A more realistic assumption would be that by investing the good at T=0, it cannot be paid out and consumed at T=1. This is only possible at T=2. With this assumption, the model has two different assets:

– a liquid asset, i.e. the all-purpose asset has not been invested in T=0 and it can be consumed at T=1,

– an illiquid asset, i.e. the all-purpose asset been invested in T=0 and can only be consumed at T=2.

Without banks, risk-averse agents would not be able to participate in the returns of the investment good. As they all are confronted with the risk of being type 1, it would be very risky to invest the commodity. In T=1, Type 1 agents would then not be able to consume.

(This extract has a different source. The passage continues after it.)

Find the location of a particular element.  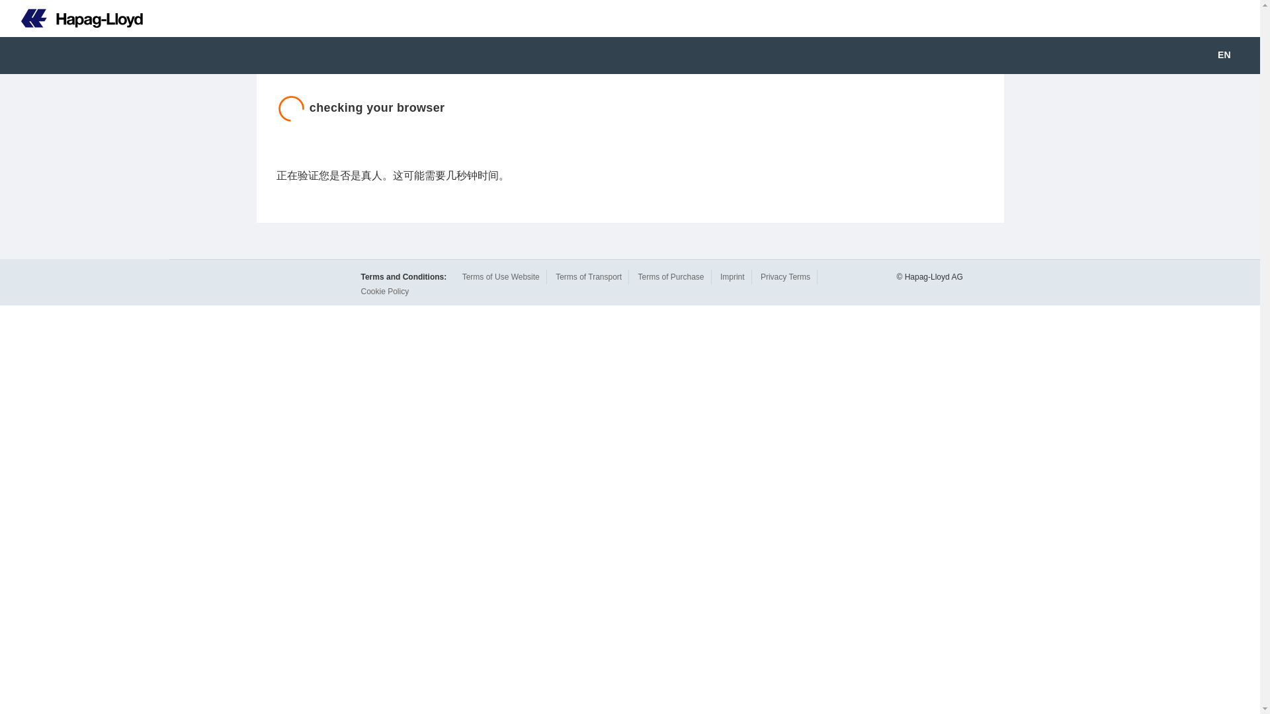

In such a model, banks can provide an obvious improvement if one assumes again that they know the share of type 1 and type 2 agents. In T=0, all agents deposit their endowment of the commodity with the bank. Assuming that the share of type 1 agents is 25 %, the bank keeps 25 % of the all-purpose asset unchanged and invests 75 % as illiquid long-term investment. It thus performs maturity transformation by transforming liquid assets into illiquid assets (Figure 2).

Author(s): Peter Bofinger and Thomas Haas

Publication Date: 18 Oct 2022

Publication Site: Institute for New Economic Thinking

Say What? Hearing Aids Available Over-the-Counter for as Low as $199, and Without a Prescription

Link: https://khn.org/news/article/hearing-aids-over-the-counter-without-prescription/

Excerpt:

Starting Monday, consumers will be able to buy hearing aids directly off store shelves and at dramatically lower prices as a 2017 federal law finally takes effect.

Where for decades it cost thousands of dollars to get a device that could be purchased only with a prescription from an audiologist or other hearing professional, now a new category of over-the-counter aids are selling for hundreds of dollars. Walmart says it will sell a hearing aid for as little as $199.

The over-the-counter aids are intended for adults with mild to moderate hearing loss — a market of tens of millions of people, many of whom have until now avoided getting help because devices were so expensive.

Author(s): Phil Galewitz

Publication Date: 17 Oct 2022

Publication Site: Kaiser Health News

Insurers Increasingly Withdraw From Fossil Fuel Projects: Climate Activists’ Report

Link: https://www.insurancejournal.com/news/international/2022/10/20/691030.htm?utm_source=dlvr.it&utm_medium=twitter

Excerpt:

Insurance companies that have long said they’ll cover anything, at the right price, are increasingly ruling out fossil fuel projects because of climate change – to cheers from environmental campaigners.

More than a dozen groups that track what policies insurers have on high-emissions activities say the industry is turning its back on oil, gas and coal.

The alliance, Insure Our Future, said Wednesday that 62% of reinsurance companies – which help other insurers spread their risks – have plans to stop covering coal projects, while 38% are now excluding some oil and natural gas projects. (The Insure Our Future report on re/insurers’ fossil fuel activities can be viewed here).

In part, investors are demanding it. But insurers have also begun to make the link between fossil fuel infrastructure, such as mines and pipelines, and the impact that greenhouse gas emissions are having on other parts of their business.